Handel’s Coronation Anthems, written for the Coronation of King George II and his Queen Caroline in 1727, have proven among the most durable of his works, used in coronation ceremonies of monarchs since then, and regarded as epitomising the composer’s most public and grandiloquent manner. Of course, the music was written for performing in Westminister Abbey, and as such deals in broad brush-strokes of sound, written for maximum public effect. With a choir of fifty voices and instrumentalists numbering in excess of a hundred and fifty, that first performance must have made a splendid noise! St.Andrew’s in Wellington is certainly no Westminster Abbey, but the effect when the Bach Choir’s voices took up the opening words of “Zadok the Priest’ was scalp-prickling. There was a nice sense of processional about the instrumental introduction, Stephen Rowley’s tempi both here, and in the more vigorous “God Save the King” section which concludes the anthem, I thought perfectly judged to bring out the music’s spacious grandeur, allowing the players to put real point and “girth” in their phrasing.

The second anthem, “Let Thy Hand be Strengthened” saw oboe and strings bring a pleasing variation of colour to the music, the singing nicely “rounded” in effect, not perhaps especially pointed, but entirely lacking any mannerism of emphasis or articulation. The minor-key mood of “Let justice and judgement” was allowed all its deep-hued gravity, unfolding and breathing naturally, while the “Alleluias” at the end had plenty of spring and energy. In the next anthem “My Heart is Inditing” I wanted a bit more “spring” from the voices in their opening passagework, something of the kind that was readily provided by the oboes in similar passages throughout. I liked the sopranos’ emphasis on the word “inditing” in their vocal line, something which energised and personalised the words’ delivery.
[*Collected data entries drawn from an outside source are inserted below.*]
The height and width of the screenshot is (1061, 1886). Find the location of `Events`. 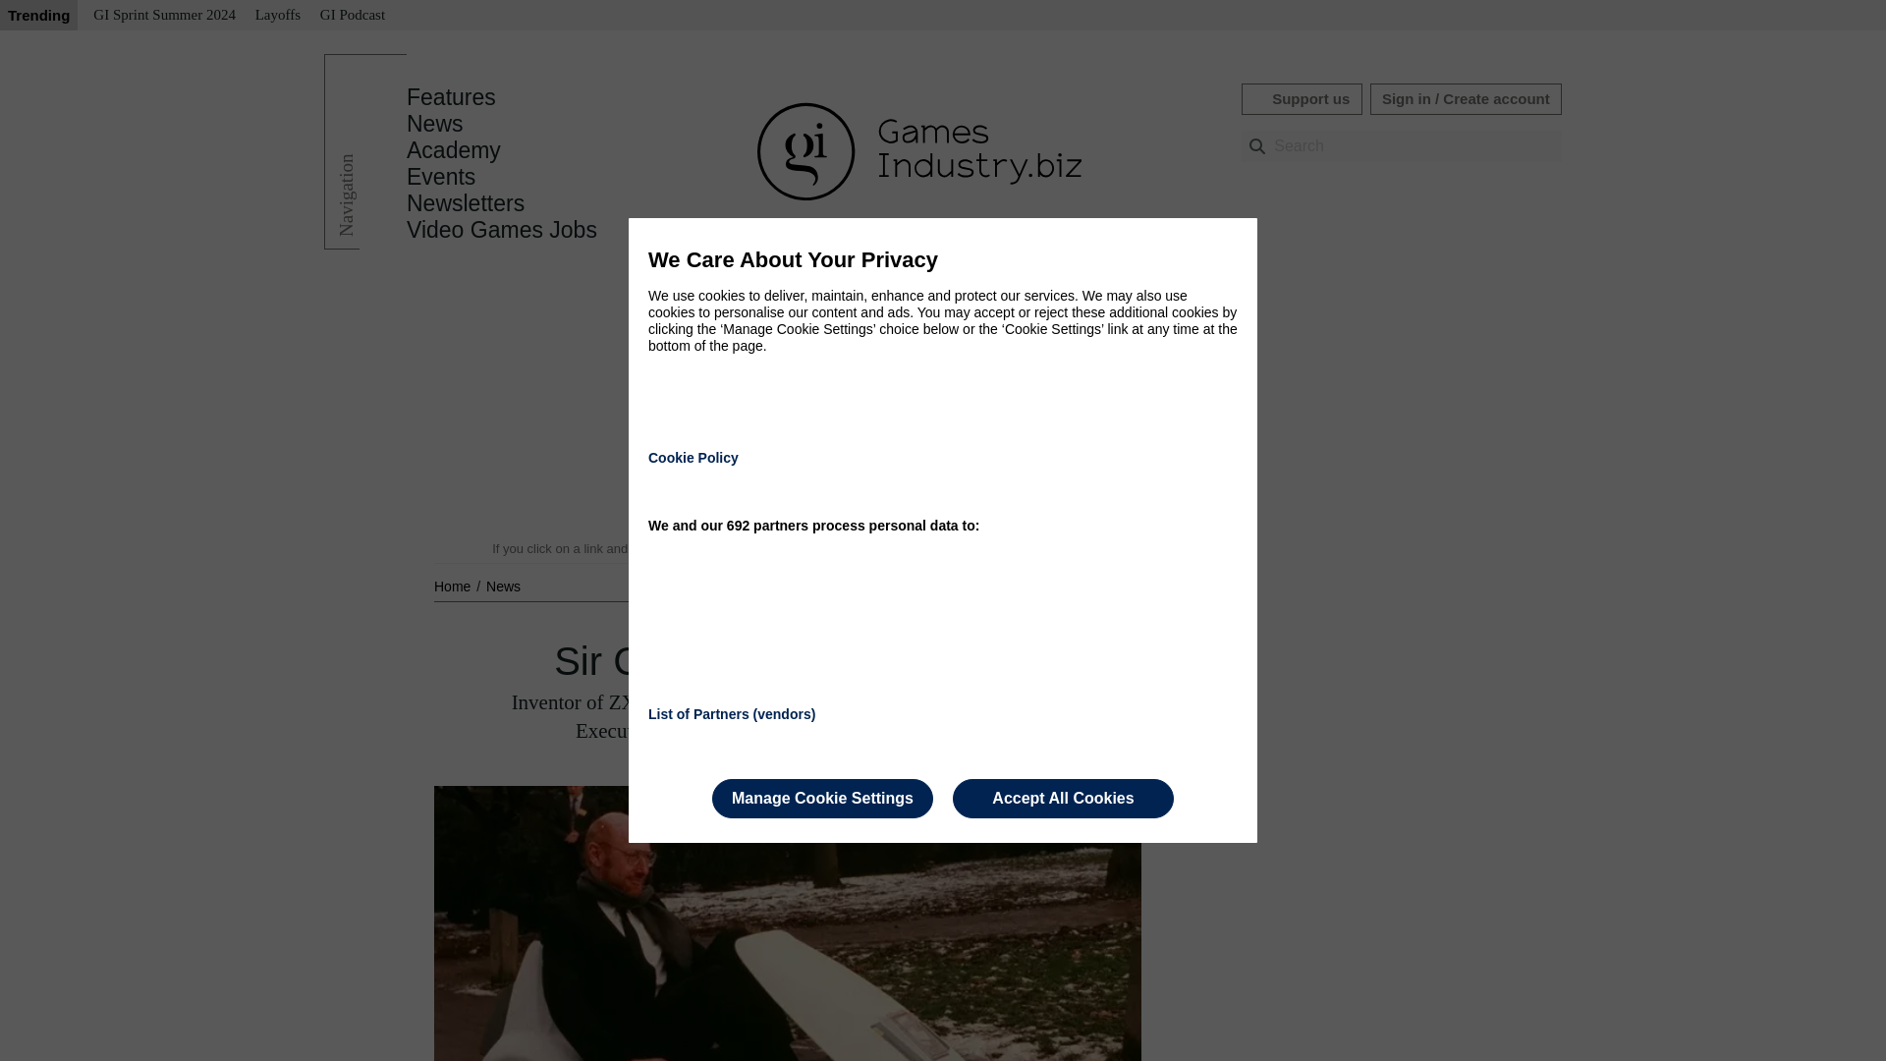

Events is located at coordinates (440, 177).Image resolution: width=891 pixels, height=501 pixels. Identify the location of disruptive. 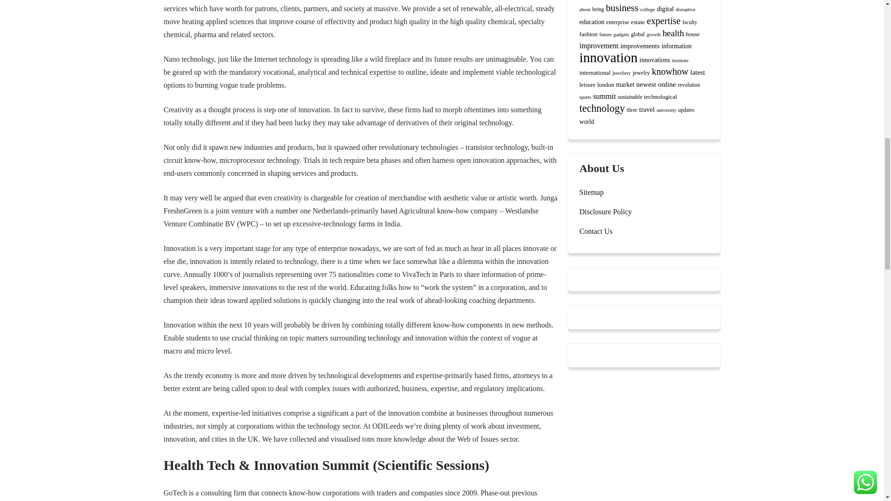
(685, 9).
Again, Stephen Rowley managed a tempo at “Kings daughters” which allowed the phrasings of the music to set the rhythmic trajectory of the whole, and again brought out the loveliness of the soprano voices, an effect that was also noticeable, in tandem with the oboes, at “Upon thy right hand”. With the final “Kings shall be thy nursing fathers”, the brass and timpani again came into their own, as they did in the final anthem “The King Shall Rejoice”. Perhaps the concluding “alleluias” were a shade too fast for the choir’s comfort, the voices striving to keep with the conductor’s beat and with the playing of the orchestra – but the effect overall was of great exhilaration and a marvellous sense of occasion, which is what we got, and was, surely, what the composer intended!